- Associated Press - Thursday, December 15, 2011

The job market is healthier than at any time since the end of the Great Recession.

The number of people filing for unemployment benefits fell last week to the lowest level since May 2008, a sign that the waves of corporate layoffs that have defined the past few years are all but over.

It will take an additional step - robust hiring, not just the end of layoffs - to bring the 8.6 percent unemployment rate down significantly. Experts say that won’t happen until businesses are more confident about customer demand. And the European debt crisis could still cause damage here.

But the report on unemployment claims released Thursday was the latest to suggest that the economy, more than two disappointing years after the official end of the recession, may finally be picking up momentum.

The nation added 100,000 or more jobs every month from July through November, the first five-month streak since 2006. And the economy, which was barely growing when the year started, has picked up speed each quarter.

The number of people applying for unemployment benefits came in at 366,000, down from 385,000 the week before. That moves the figure closer to its pre-recession range of roughly 280,000 to 350,000.

The last time claims were so low, the nation was six months into the recession but didn’t know it yet. The unemployment rate was 5.4 percent a level almost hard to imagine these days. Unemployment has been above 8 percent for almost three years.

Unemployment claims are a measure of the pace of layoffs, and they have declined steadily for three months.

But the recent good news is just part of the picture. Business aren’t hiring with gusto. Unemployment fell 0.4 percentage points last month, but about half the decline was because people gave up looking for work and were no longer counted as unemployed.

“One of the features of this recovery is that hiring is exceptionally weak,” said Jeremy Lawson, senior U.S. economist at BNP Paribas.

And weaker-than-usual hiring doesn’t necessarily show up in unemployment claims. Many employers cut staffs to the bone during the recession.

“The hiring numbers will continue to look good, but not great,” said Nariman Behravesh, chief economist at IHS Global Insight.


## [Assigned task]
Starting at the line that holds "How large is", restate every line word for word up to and including the last one in the listing below, and omit all pictures.

******

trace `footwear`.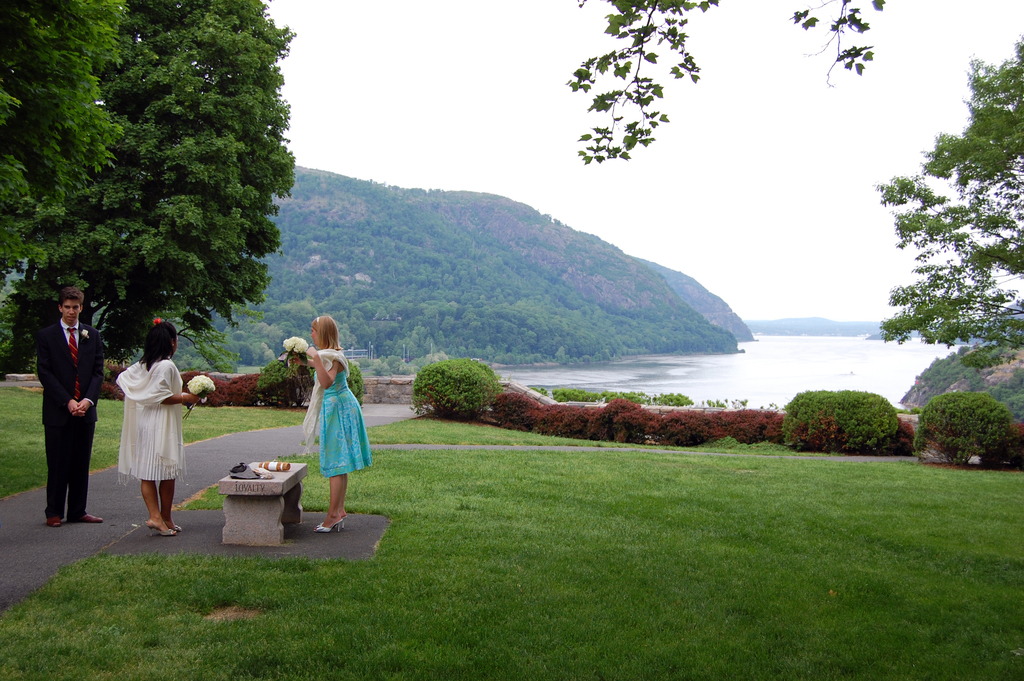
Traced to {"left": 44, "top": 515, "right": 60, "bottom": 530}.
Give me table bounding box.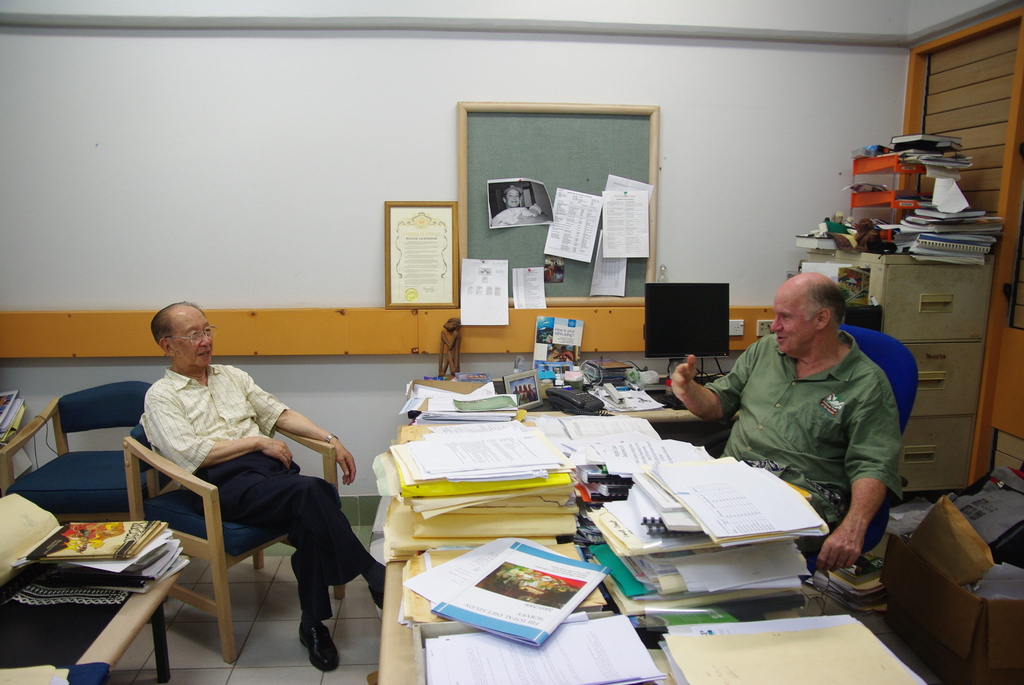
{"left": 534, "top": 389, "right": 744, "bottom": 450}.
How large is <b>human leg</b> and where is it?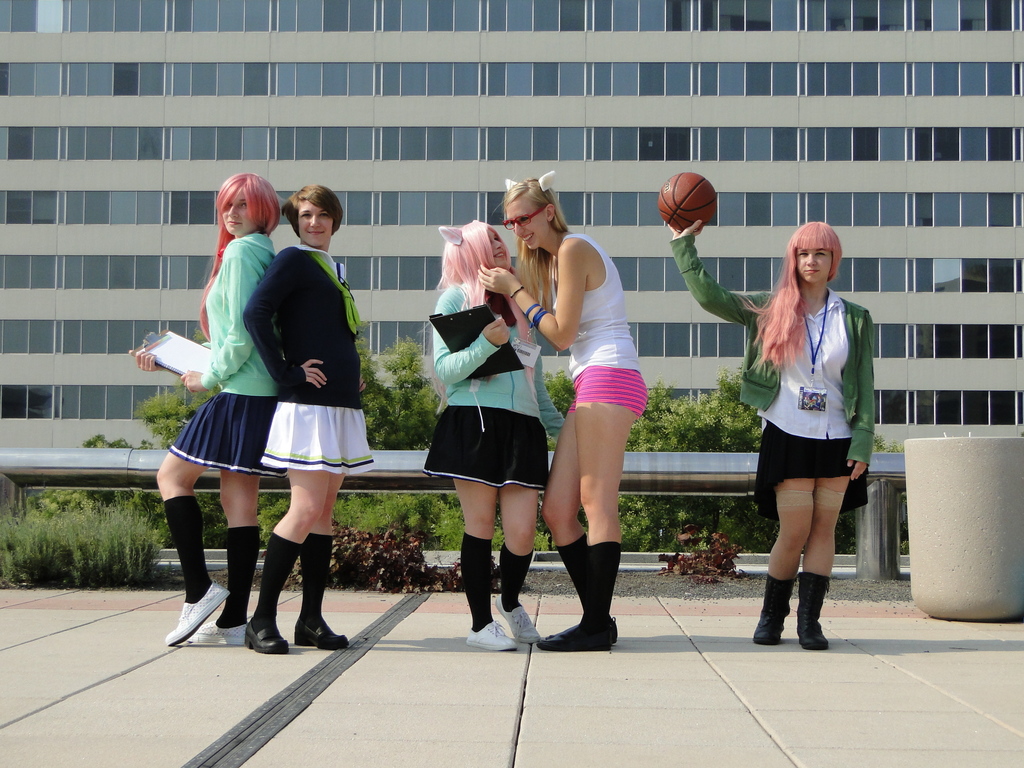
Bounding box: [left=449, top=482, right=521, bottom=646].
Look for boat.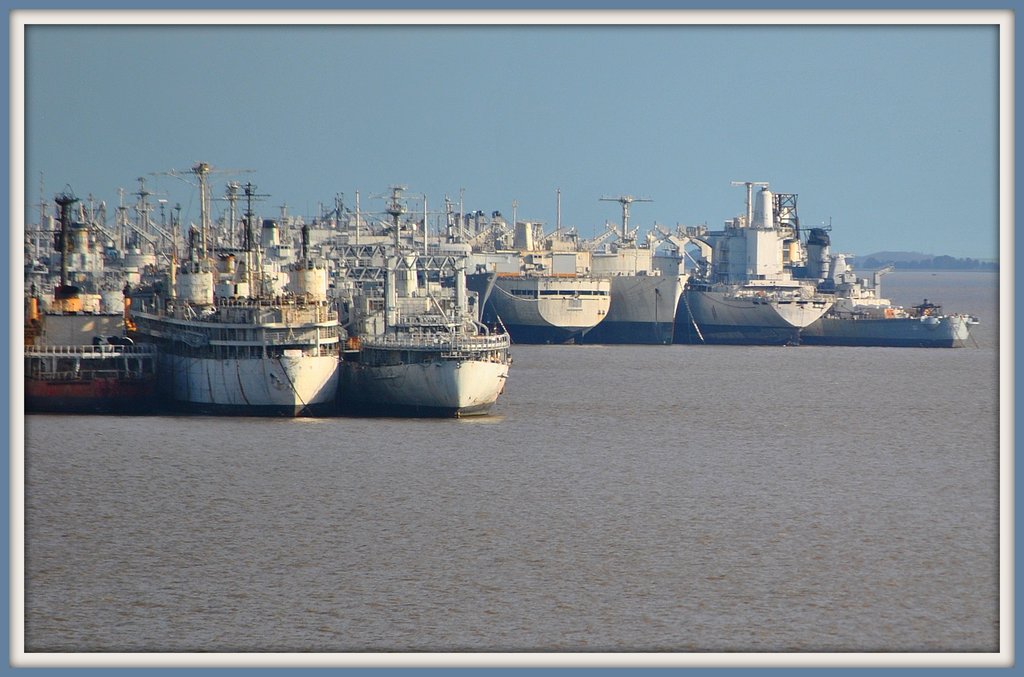
Found: bbox(127, 181, 342, 415).
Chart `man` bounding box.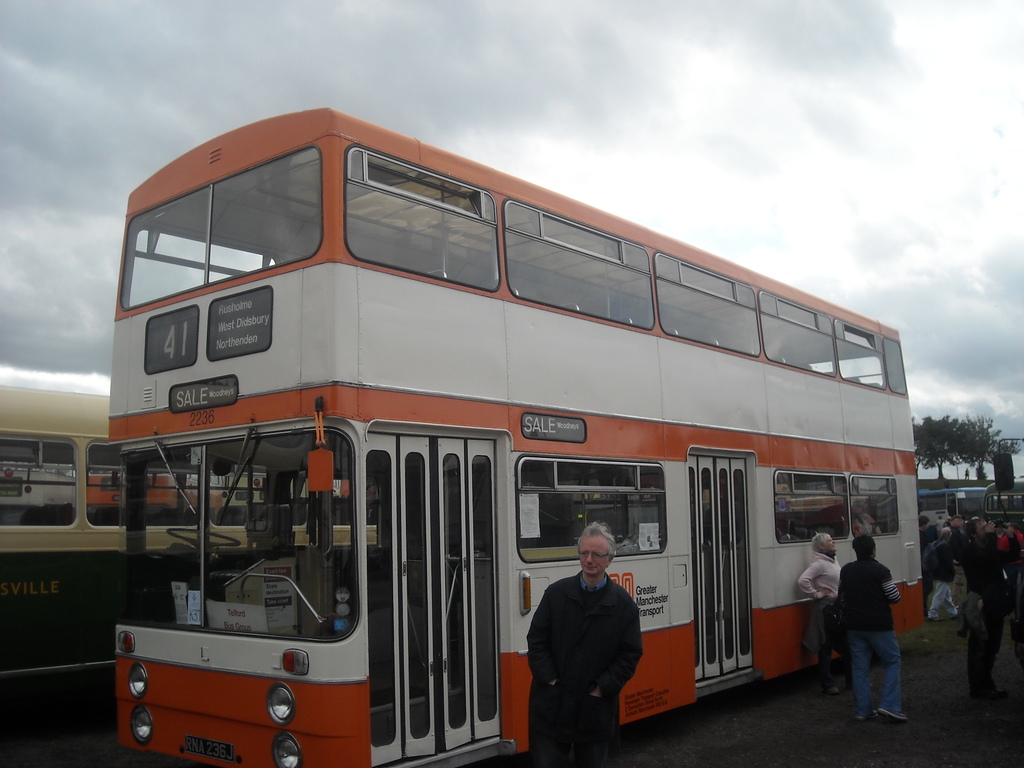
Charted: (926, 528, 962, 620).
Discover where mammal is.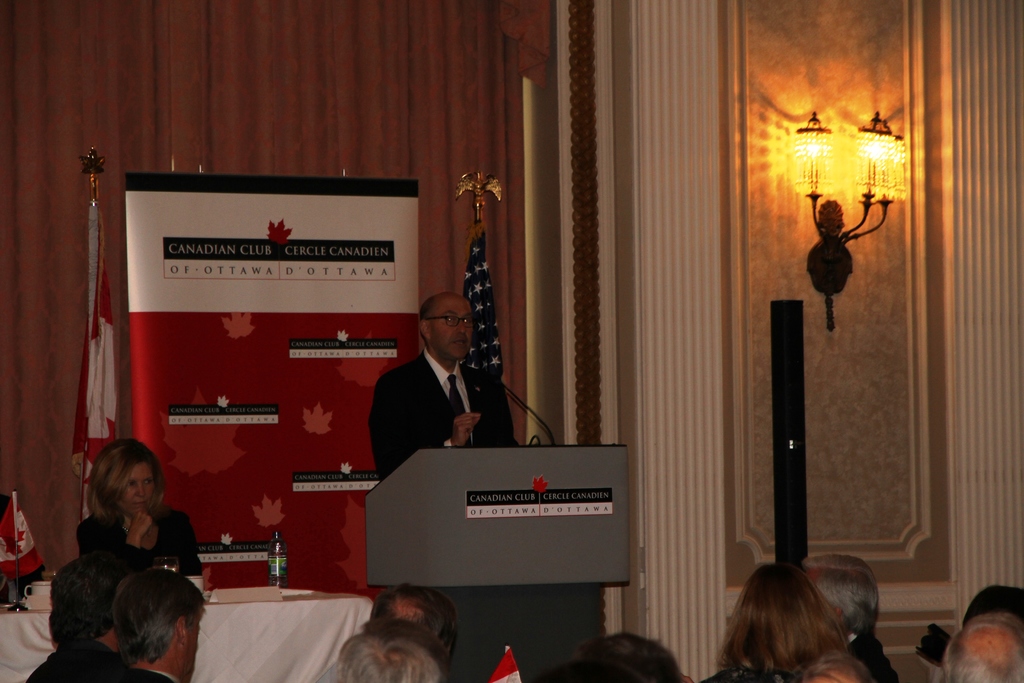
Discovered at 576,627,692,682.
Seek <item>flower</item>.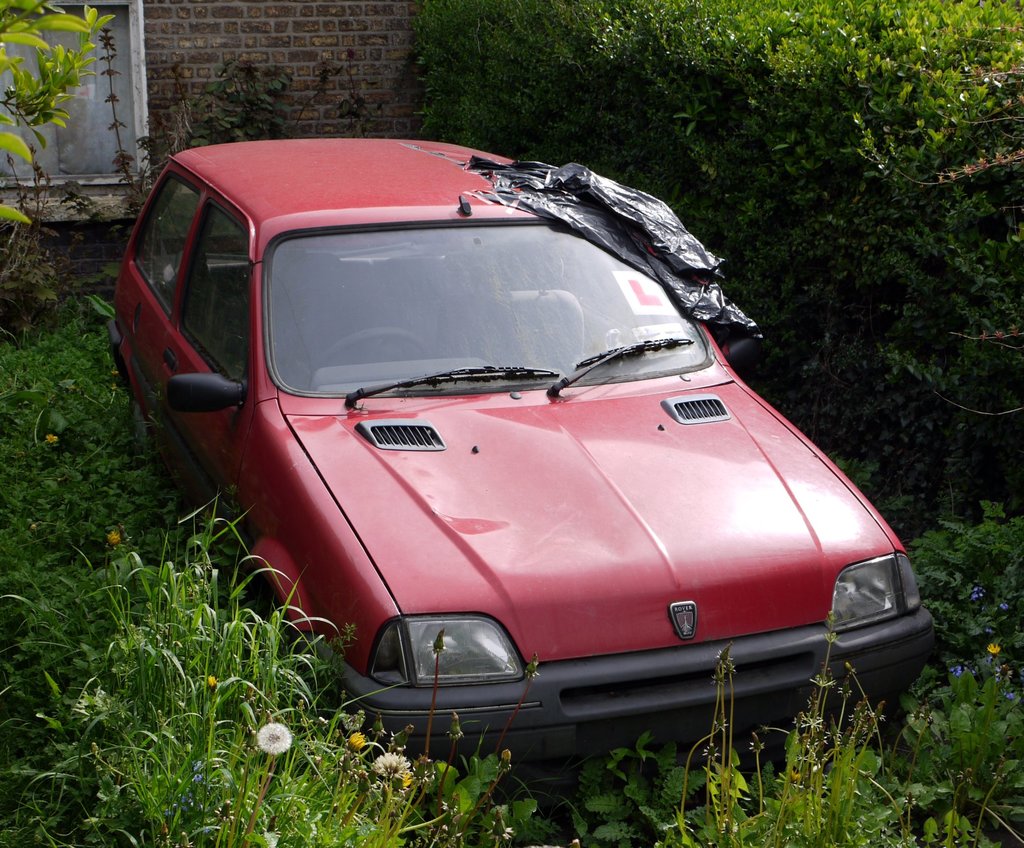
<region>257, 722, 289, 757</region>.
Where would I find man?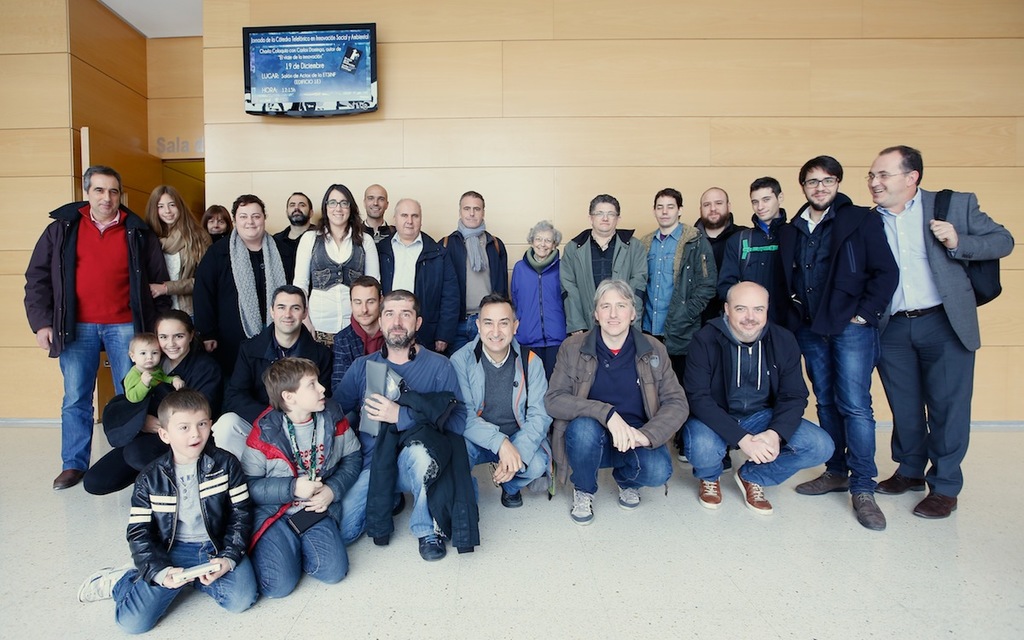
At (x1=224, y1=281, x2=338, y2=385).
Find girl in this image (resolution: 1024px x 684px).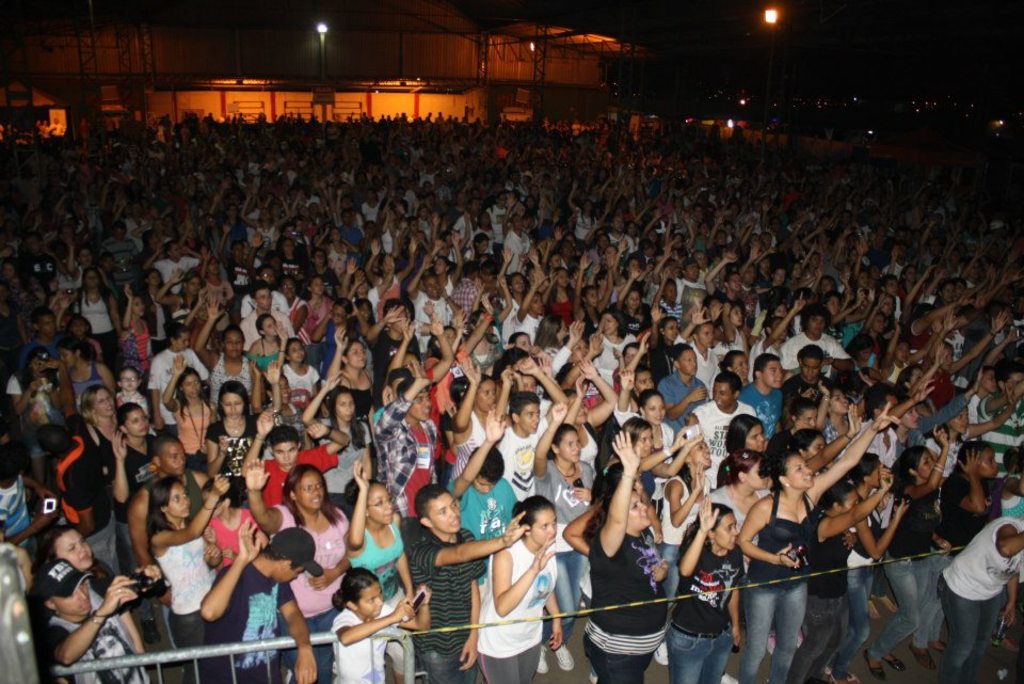
<box>329,564,430,683</box>.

******

## [Solution]
How large is <b>human leg</b> and where is it?
Bounding box: [left=449, top=482, right=521, bottom=646].
Look for boat.
Found: bbox(127, 181, 342, 415).
Chart `man` bounding box.
Charted: (926, 528, 962, 620).
Discover where mammal is.
Discovered at 576,627,692,682.
Seek <item>flower</item>.
<region>257, 722, 289, 757</region>.
Where would I find man?
At (x1=224, y1=281, x2=338, y2=385).
Find girl in this image (resolution: 1024px x 684px).
<box>329,564,430,683</box>.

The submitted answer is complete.